Randomized improvement: Rent for B days with probability depending on a randomized strategy → competitive ratio ≈ e/(e-1) ≈ 1.58.

Paging / Caching

Setting: Fast cache holds k pages. On each request for a page:

  • Cache hit: Free
  • Cache miss: Load from slow memory (cost 1). Must evict a page if cache is full.

Common algorithms:

AlgorithmCompetitive RatioStrategy
LRUkEvict Least Recently Used
FIFOkEvict First In First Out
LFUNot competitiveEvict Least Frequently Used
LFD (offline)OptimalEvict page used farthest in future
from collections import OrderedDict

class LRUCache:
    """Least Recently Used cache — k-competitive online algorithm."""
    
    def __init__(self, capacity):
        self.capacity = capacity
        self.cache = OrderedDict()
    
    def access(self, page):
        if page in self.cache:
            self.cache.move_to_end(page)  # Mark as recently used
            return True  # Cache hit
        
        # Cache miss — evict LRU if full
        if len(self.cache) >= self.capacity:
            self.cache.popitem(last=False)  # Remove least recently used
        
        self.cache[page] = True
        return False  # Cache miss

def simulate_paging(requests, cache_size, algorithm='lru'):
    cache = LRUCache(cache_size)
    misses = 0
    for page in requests:
        if not cache.access(page):
            misses += 1
    return misses

requests = [1, 2, 3, 4, 1, 2, 5, 1, 2, 3, 4, 5]
print(f"LRU misses (k=3): {simulate_paging(requests, 3)}")  # k-competitive

Load Balancing — List Scheduling

Setting: m machines, n jobs with processing times p₁, p₂, ..., pₙ arriving online. Assign each job to a machine to minimize makespan (max completion time).

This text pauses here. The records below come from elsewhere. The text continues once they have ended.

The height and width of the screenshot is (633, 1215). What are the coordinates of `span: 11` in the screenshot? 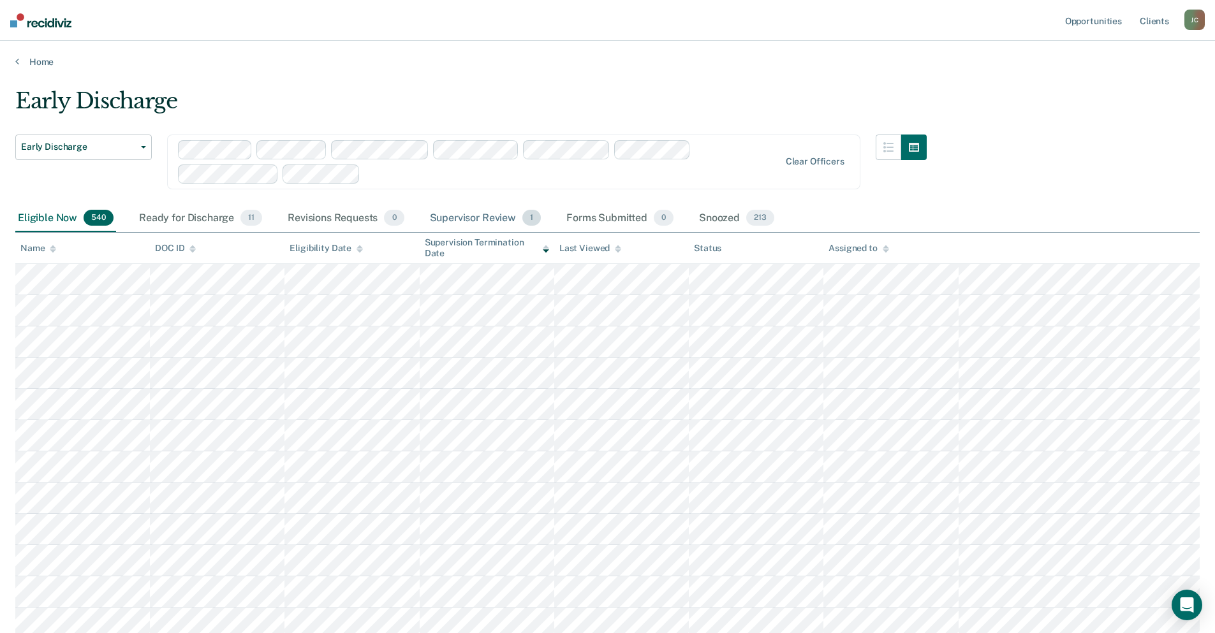 It's located at (251, 218).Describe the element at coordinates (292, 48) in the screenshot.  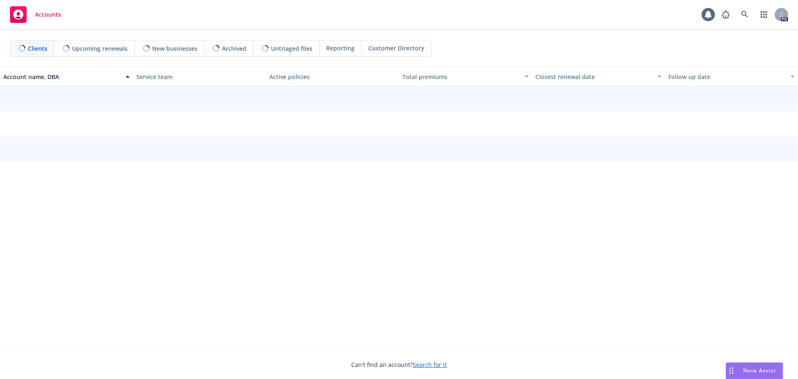
I see `span: Untriaged files` at that location.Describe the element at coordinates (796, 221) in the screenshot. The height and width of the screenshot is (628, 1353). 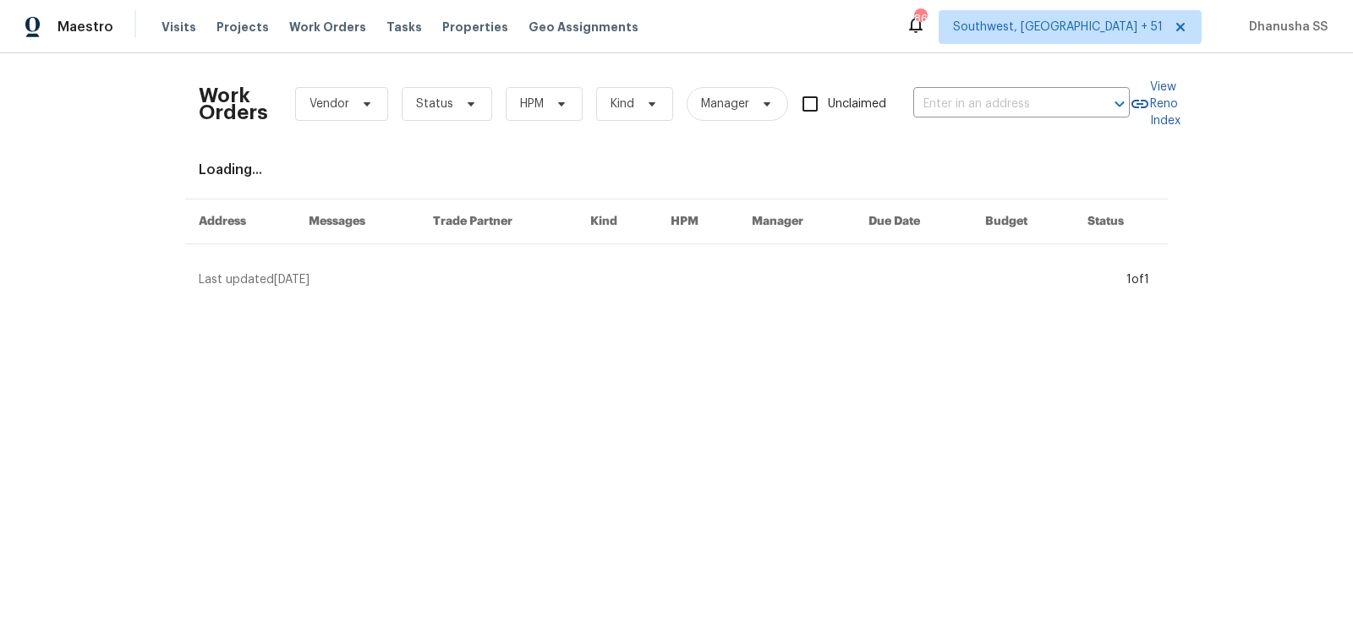
I see `th: Manager` at that location.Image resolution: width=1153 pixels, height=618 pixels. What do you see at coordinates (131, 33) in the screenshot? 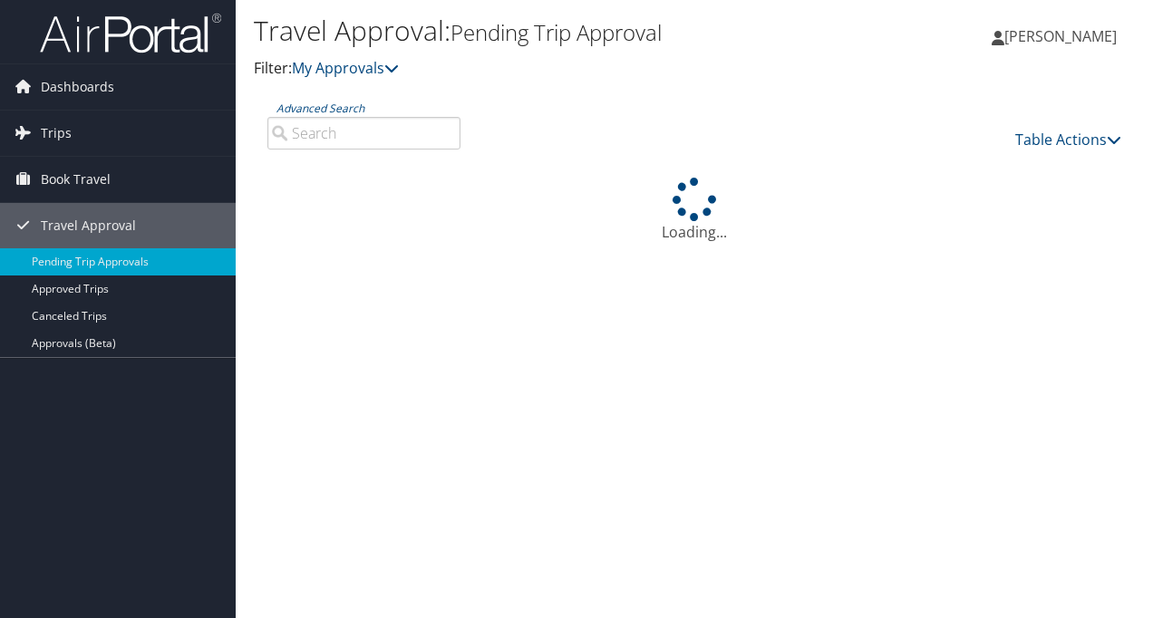
I see `img: airportal-logo.png` at bounding box center [131, 33].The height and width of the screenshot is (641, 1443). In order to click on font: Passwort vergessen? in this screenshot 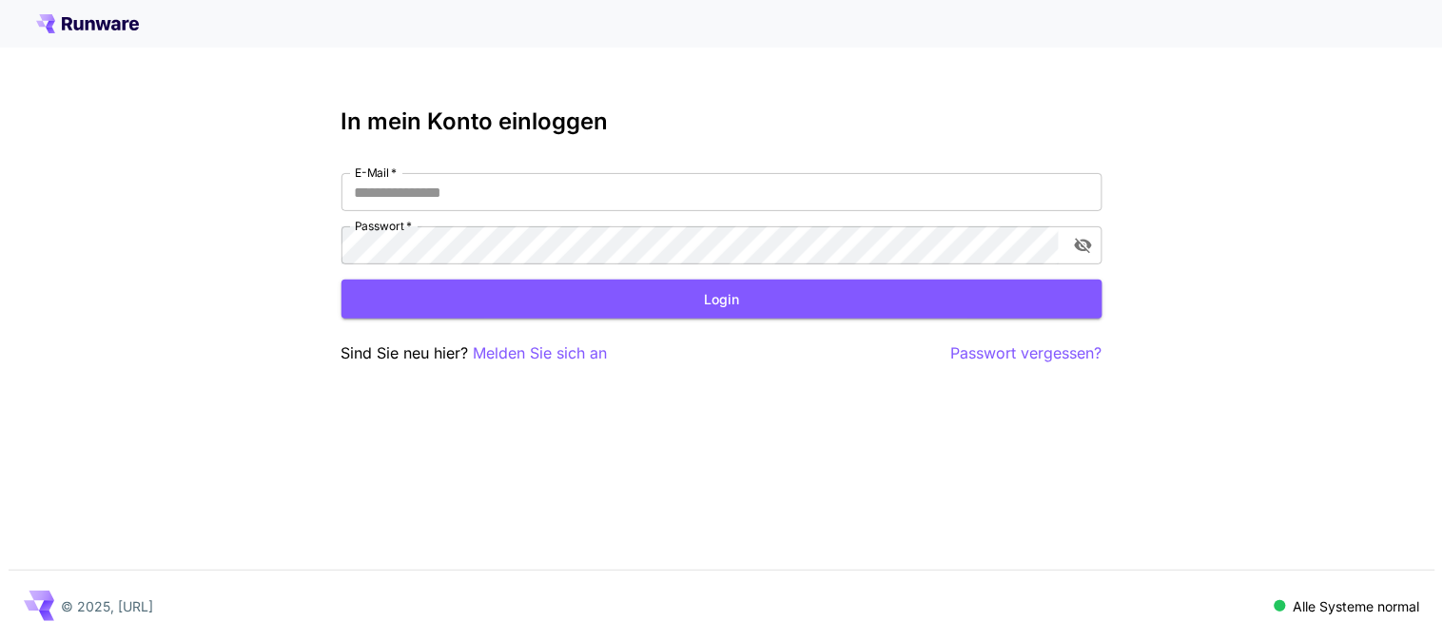, I will do `click(1026, 353)`.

Algorithm: Assign each job to the machine with current minimum load (LPT if sorted, List if not).

Competitive ratio of List Scheduling: (2 - 1/m)

import heapq

def list_scheduling(jobs, m):
    """List scheduling: assign each job to least loaded machine."""
    # Min-heap: (current_load, machine_id)
    machines = [(0, i) for i in range(m)]
    heapq.heapify(machines)
    
    assignment = []
    for job in jobs:
        load, machine = heapq.heappop(machines)
        assignment.append(machine)
        heapq.heappush(machines, (load + job, machine))
    
    return assignment, max(load for load, _ in machines)

jobs = [6, 5, 5, 4, 4, 3, 3, 1]
assignment, makespan = list_scheduling(jobs, 3)
print(f"Makespan: {makespan}")  # Competitive approximation

The Secretary Problem

Setting: Interview n candidates one by one in random order. After each interview, immediately accept or reject. Goal: maximize probability of hiring the best candidate.

Optimal strategy (Optimal Stopping):

  1. Reject the first n/e ≈ 37% of candidates (observation phase)
  2. Hire the first candidate better than all seen so far

Result: This strategy succeeds with probability ≈ 1/e ≈ 37%, regardless of n.

import random
import math

def secretary_problem(candidates):
    """Optimal stopping: observe 1/e then hire first improvement."""
    n = len(candidates)
    observe = max(1, int(n / math.e))
    
    # Observation phase — reject first observe candidates
    best_so_far = max(candidates[:observe])
    
    # Hiring phase — hire first candidate better than observation phase
    for candidate in candidates[observe:]:
        if candidate > best_so_far:
            return candidate
    
    # Fallback: hire last candidate
    return candidates[-1]

# Simulation
trials = 100000
success = 0
for _ in range(trials):
    n = 100
    candidates = list(range(1, n+1))
    random.shuffle(candidates)
    hired = secretary_problem(candidates)
    if hired == n:  # Hired the best (rank n)
        success += 1

print(f"Success rate: {success/trials:.3f} (expected ~0.368)")

Practice Problems

  1. Prove that no deterministic online algorithm for ski rental can be better than 2-competitive
  2. Simulate LRU vs FIFO on the request sequence [1,2,3,4,2,5,1,3,6,2,4,7] with k=3
  3. Show that Deterministic List Scheduling achieves ratio (2-1/m) with an explicit bad instance
  4. Implement the secretary problem simulation and verify the ~37% success rate
  5. What is the competitive ratio of "always serve nearest" for the online k-server problem on a line?